This influence springs not from climate altogether; nor from soil or landscape. More than to any of these influences perhaps it is due to inhabitants, older and wiser than he, by whom his tendencies were directed, if not actually shaped. Such as these are the unacknowledged teachers of us all. As of the founders of states and of cities, so of those who found villages and small settlements: they definitely give to communities their character. They still exert their sway long after they have ceased to speak and toil.

The primary interest in these sketches now is, and must continue to be, local. And yet, in a sense, those quiet annals have wider value. Small as this village has remained, the charm of its site and the beauty of its streets have impressed all visitors. The place, moreover, stands otherwise apart, and stands with some eminence, as an example of a New York village at its best.

For three quarters of a century, Unadilla remained thoroughly isolated from the great world beyond its borders. Until the nineteenth century had two-thirds passed away, it had neither railroad, nor canal, nor any near communication with one. At Catskill, or at points in the Mohawk valley, for a long series of years, its people could first reach a larger world, and then the undertaking involved a journey on wheels, in some cases of ninety miles, through a rough country. Even in Civil War times, a day’s journey by stage was still necessary in order to reach a railway and learn the war news; while the war had some years passed away, when a railway first came to its own doors.

How that event gradually changed this community those know best who have known the village both before and since the invasion. Before it occurred, growth and character proceeded almost wholly from local forces, which were mainly strong and otherwise beneficent. Whatever was good and productive, proceeded out of the place itself—out of the virtues that lay in its own people, who were very largely of New England stock.

Here in many families dwelt a quality in refinement, the things which, in these matters, mean culture—fineness of feeling, elevation of sentiment, a sense of the obligations which worldly independence confers and a good breeding—which isolation could not deny to the place, and which isolation probably did much to bestow upon it.

Boys who knew that culture and were blessed by its influence, boys who are now men and have travelled far, may well reflect, as more than one of them has done, that in vain have they sought to find that culture developed in finer or sweeter state elsewhere.

To New England the obligation for that is unquestionably large; but this cannot explain all things. When we say that in this inland New York village thrived for almost four score years a bit of New England transplanted in the west, we must add to the statement that it thrived in an isolation so complete that, what was best in New England culture, here came to florescence in full degree.

It is a common enough experience to find men and women showing a partial fondness for their early homes. Out of this isolation of Unadilla has sprung, I think, a very partial fondness for the place among those who knew it in the early forties, fifties and sixties. What Webster, on a famous occasion said of Dartmouth college, they might say of this village: it is a small place, but there are those who love it.

The men who led in this work of village foundation are little known to the present generation. Many of them lie buried in St. Matthew’s churchyard, and headstones mark their graves, familiar places to all who frequent that enclosure. But few are the visitors who know anything of the story of those strong and valiant souls.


## ACTIVITY
Go over the entries below line by line, copying each one that contains the word "problem".

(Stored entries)
::::
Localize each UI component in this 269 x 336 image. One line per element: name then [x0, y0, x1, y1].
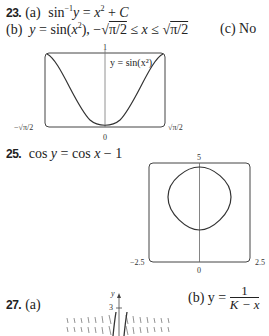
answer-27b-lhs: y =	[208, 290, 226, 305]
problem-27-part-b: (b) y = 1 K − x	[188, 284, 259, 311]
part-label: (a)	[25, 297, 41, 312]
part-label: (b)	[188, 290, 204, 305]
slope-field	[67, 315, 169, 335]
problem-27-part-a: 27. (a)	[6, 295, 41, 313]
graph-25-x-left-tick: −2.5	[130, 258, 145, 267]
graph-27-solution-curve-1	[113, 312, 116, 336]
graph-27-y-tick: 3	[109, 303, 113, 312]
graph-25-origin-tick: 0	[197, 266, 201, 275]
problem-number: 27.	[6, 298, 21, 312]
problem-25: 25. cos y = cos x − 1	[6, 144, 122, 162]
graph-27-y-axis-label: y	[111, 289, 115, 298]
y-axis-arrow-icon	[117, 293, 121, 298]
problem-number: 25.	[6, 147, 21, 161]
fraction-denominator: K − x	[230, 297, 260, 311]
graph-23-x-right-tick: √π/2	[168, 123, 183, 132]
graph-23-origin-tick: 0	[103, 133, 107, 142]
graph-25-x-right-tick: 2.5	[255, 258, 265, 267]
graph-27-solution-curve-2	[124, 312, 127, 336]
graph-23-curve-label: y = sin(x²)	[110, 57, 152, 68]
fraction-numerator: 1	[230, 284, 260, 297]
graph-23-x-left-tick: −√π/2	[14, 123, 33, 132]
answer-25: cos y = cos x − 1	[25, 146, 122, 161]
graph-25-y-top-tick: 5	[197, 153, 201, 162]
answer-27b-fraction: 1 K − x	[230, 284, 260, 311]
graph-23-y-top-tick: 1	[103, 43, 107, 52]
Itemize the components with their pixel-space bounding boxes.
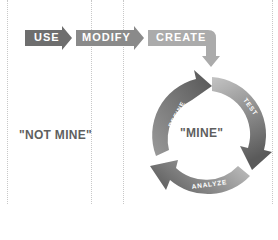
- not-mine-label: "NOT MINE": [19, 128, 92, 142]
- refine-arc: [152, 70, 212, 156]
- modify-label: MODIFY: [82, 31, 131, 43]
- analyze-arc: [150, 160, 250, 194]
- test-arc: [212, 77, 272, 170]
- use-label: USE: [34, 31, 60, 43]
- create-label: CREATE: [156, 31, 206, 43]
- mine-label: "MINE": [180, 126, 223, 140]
::::
## WRITTEN RESPONSE
problem-27-part-b: (b) y = 1 K − x	[188, 284, 259, 311]
problem-27-part-a: 27. (a)	[6, 295, 41, 313]
problem-number: 27.	[6, 298, 21, 312]
problem-25: 25. cos y = cos x − 1	[6, 144, 122, 162]
problem-number: 25.	[6, 147, 21, 161]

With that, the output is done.